Security | Threat Detection | Cyberattacks | DevSecOps | Compliance

AI Workload Security for Financial Services: What CISOs Need to Know

When your SOC alerts on “suspicious AI activity” in a production trading system, your response team faces a question that didn’t exist two years ago: can you explain to regulators exactly which function processed the malicious prompt, which internal tool it called, and how customer data ended up leaving your environment?

How a Fortune 50 Company Deployed Agentic AI at Scale Without Losing Control of Their Data

In late 2025, a Fortune 50 enterprise decided to deploy autonomous AI agents across core business operations. Customer support that could reason through complex issues. Supply chain systems that could adapt in real time. Product managers with AI assistants pulling insights from dozens of data sources simultaneously. The capabilities that made the agents useful also introduced a problem nobody had a clean answer for. These weren’t chatbots locked inside a single application.

Why Synthetic Data for AI Fails in Production

Synthetic data has been fine for testing software for decades. Traditional apps follow rules. You check inputs, check outputs, file a bug when something breaks. AI is different. AI gets deployed into the situations where the rules aren’t clear and context is everything. The edge cases aren’t exceptions. They’re the whole point. That changes what your test data needs to look like.

Are AI Security Tools the New EDR? Attackers Are Treating Them That Way

AI security tools are no longer just defensive layers. They are high value targets being studied, fingerprinted, and bypassed much like traditional endpoint detection and response (EDR) platforms and antivirus solutions were in their early days. The speed and scale at which these tools are being deployed makes reactive defense increasingly unsustainable.

From Phishing to AI Agents: Can We Design for Digital Mindfulness?

Anyone who knows me knows I’m passionate about mindfulness. Because I genuinely believe it makes us better humans. But also, because I have one of those brains that desperately needs it. I’m easily distracted and I start new ideas before finishing old ones. My attention can scatter in a hundred directions. I wrote before how I clicked on a phishing test because I was multitasking and running on autopilot. And that moment really changed the direction of my career and my research.

Introducing AI-powered Contextual Project Classification: From severity scores to business risk

Today, Mend.io is launching Contextual Project Classification, an AI-native feature that automatically analyzes your codebase to identify which applications handle sensitive data like payments, healthcare records, and PII, enabling true risk-based security prioritization.

Meet the Industry's First GPU-Powered SASE Platform with Native AI Security

AI has moved from experimentation to a strategic enterprise imperative. It’s no longer about whether organizations will adopt AI, but whether their security architecture can govern it at the speed and scale at which it is being embedded into the business. This is not a future concern. It is today’s operational mandate to: Securing AI is not limited to software applications and agents.

I Read Cursor's Security Agent Prompts, So You Don't Have To

Cursor's security team built four autonomous agents that review 3,000+ PRs per week, catch 200+ vulnerabilities, and open fix PRs automatically. The engineering is impressive, and the prompts are shockingly simple. But there's a meaningful gap between "LLM agents reviewing PRs" and "enterprise security program," and that gap is exactly where things get interesting.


* _Try it_: Whenever a line of the records below contains the word "Commercial", copy that line.

*** Opening of Data shown ***

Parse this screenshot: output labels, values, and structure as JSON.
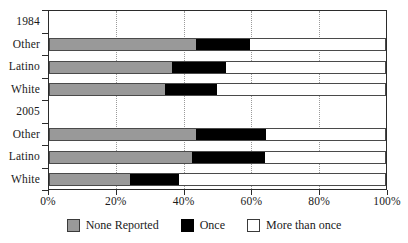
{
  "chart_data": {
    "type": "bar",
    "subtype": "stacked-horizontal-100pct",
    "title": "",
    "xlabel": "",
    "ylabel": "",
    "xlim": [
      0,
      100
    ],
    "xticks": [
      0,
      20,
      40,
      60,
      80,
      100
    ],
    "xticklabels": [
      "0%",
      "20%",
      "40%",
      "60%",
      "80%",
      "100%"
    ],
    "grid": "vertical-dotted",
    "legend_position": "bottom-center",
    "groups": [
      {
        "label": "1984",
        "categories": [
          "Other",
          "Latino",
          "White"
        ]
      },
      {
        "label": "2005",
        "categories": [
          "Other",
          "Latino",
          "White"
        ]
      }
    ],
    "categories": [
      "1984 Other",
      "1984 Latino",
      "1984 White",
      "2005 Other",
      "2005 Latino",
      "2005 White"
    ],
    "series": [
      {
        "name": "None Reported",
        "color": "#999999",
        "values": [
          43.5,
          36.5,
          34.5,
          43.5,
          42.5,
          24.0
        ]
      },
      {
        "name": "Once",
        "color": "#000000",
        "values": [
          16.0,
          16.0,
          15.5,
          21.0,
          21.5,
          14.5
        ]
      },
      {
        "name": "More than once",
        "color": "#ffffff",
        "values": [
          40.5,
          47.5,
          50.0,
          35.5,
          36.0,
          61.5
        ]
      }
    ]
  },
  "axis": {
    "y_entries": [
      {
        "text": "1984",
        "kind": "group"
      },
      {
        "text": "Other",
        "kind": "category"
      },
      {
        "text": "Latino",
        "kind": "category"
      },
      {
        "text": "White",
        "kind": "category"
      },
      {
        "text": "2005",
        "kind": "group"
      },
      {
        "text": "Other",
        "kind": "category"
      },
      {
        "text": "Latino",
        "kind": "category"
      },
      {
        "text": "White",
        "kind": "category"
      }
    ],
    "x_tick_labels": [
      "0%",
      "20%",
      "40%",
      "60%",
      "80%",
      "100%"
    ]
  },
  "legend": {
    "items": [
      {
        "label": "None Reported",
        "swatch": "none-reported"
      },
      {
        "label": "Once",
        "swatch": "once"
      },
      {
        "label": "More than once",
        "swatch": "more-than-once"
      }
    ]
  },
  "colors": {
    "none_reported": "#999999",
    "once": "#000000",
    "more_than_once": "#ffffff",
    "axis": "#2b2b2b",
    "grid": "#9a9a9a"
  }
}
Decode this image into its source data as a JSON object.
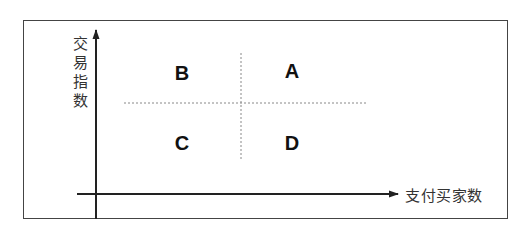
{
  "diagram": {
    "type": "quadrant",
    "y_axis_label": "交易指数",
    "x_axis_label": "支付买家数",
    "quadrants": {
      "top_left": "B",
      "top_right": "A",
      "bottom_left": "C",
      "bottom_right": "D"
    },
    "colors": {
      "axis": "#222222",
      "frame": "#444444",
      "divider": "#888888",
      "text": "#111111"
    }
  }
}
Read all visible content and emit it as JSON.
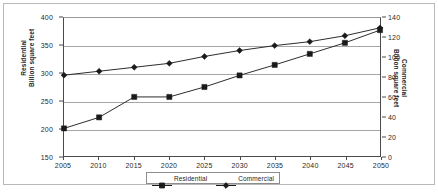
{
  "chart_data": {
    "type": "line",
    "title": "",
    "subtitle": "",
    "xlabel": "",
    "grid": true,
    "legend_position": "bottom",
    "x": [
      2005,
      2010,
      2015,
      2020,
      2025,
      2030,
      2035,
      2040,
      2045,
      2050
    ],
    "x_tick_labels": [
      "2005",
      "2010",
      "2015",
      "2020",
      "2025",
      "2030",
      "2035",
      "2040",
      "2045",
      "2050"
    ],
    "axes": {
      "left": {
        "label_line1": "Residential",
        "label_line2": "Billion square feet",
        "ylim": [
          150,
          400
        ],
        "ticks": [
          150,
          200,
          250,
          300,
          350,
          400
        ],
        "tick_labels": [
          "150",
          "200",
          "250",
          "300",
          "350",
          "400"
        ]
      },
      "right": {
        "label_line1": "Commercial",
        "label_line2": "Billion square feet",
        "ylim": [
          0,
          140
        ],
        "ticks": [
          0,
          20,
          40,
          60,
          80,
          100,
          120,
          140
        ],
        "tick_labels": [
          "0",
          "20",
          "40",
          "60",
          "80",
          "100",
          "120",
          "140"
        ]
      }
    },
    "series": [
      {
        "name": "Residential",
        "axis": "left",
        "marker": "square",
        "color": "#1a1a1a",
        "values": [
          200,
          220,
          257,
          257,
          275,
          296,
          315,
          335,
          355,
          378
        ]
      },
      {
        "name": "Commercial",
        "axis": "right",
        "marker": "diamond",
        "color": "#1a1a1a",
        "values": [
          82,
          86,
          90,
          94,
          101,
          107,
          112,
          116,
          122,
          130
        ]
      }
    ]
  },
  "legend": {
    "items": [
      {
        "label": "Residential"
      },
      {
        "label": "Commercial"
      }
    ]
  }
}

*** Close of Data shown ***

* _Result below_:
        "label_line1": "Commercial",
        "name": "Commercial",
        "label": "Commercial"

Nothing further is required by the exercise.